**Task description**
Transcribe exactly the line containing "The width and height of the screenshot is (808, 454)." and each line after it, through the end of the entries, with nothing before or after.

**Given data**

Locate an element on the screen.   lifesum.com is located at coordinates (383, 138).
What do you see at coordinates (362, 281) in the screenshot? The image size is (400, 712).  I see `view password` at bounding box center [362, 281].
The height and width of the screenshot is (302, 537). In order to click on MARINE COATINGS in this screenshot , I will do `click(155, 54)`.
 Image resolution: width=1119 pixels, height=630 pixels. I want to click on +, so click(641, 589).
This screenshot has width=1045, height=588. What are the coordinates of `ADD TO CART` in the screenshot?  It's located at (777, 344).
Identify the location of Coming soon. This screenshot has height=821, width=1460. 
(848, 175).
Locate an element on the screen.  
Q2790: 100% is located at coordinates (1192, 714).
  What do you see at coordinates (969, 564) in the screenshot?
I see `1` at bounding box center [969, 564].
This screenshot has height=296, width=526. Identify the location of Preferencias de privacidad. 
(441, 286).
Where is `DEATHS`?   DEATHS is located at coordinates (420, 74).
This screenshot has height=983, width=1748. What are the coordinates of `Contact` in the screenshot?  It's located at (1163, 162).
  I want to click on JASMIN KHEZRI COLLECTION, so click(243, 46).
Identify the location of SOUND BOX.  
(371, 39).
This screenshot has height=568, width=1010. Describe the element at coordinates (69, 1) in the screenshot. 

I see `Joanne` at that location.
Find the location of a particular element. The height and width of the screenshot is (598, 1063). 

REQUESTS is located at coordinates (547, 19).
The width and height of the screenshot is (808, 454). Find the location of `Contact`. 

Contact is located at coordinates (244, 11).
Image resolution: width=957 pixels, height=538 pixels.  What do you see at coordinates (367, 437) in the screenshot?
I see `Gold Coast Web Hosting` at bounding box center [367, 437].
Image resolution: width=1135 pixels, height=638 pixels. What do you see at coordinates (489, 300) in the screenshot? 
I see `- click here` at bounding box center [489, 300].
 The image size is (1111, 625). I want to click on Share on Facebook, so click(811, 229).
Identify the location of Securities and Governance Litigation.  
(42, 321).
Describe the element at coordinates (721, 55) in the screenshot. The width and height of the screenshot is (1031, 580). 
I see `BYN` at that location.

**Exercise solution**
The width and height of the screenshot is (808, 454). Find the location of `Contact`. 

Contact is located at coordinates (244, 11).
Image resolution: width=957 pixels, height=538 pixels.  What do you see at coordinates (367, 437) in the screenshot?
I see `Gold Coast Web Hosting` at bounding box center [367, 437].
Image resolution: width=1135 pixels, height=638 pixels. What do you see at coordinates (489, 300) in the screenshot? 
I see `- click here` at bounding box center [489, 300].
 The image size is (1111, 625). I want to click on Share on Facebook, so click(811, 229).
Identify the location of Securities and Governance Litigation.  
(42, 321).
Describe the element at coordinates (721, 55) in the screenshot. The width and height of the screenshot is (1031, 580). 
I see `BYN` at that location.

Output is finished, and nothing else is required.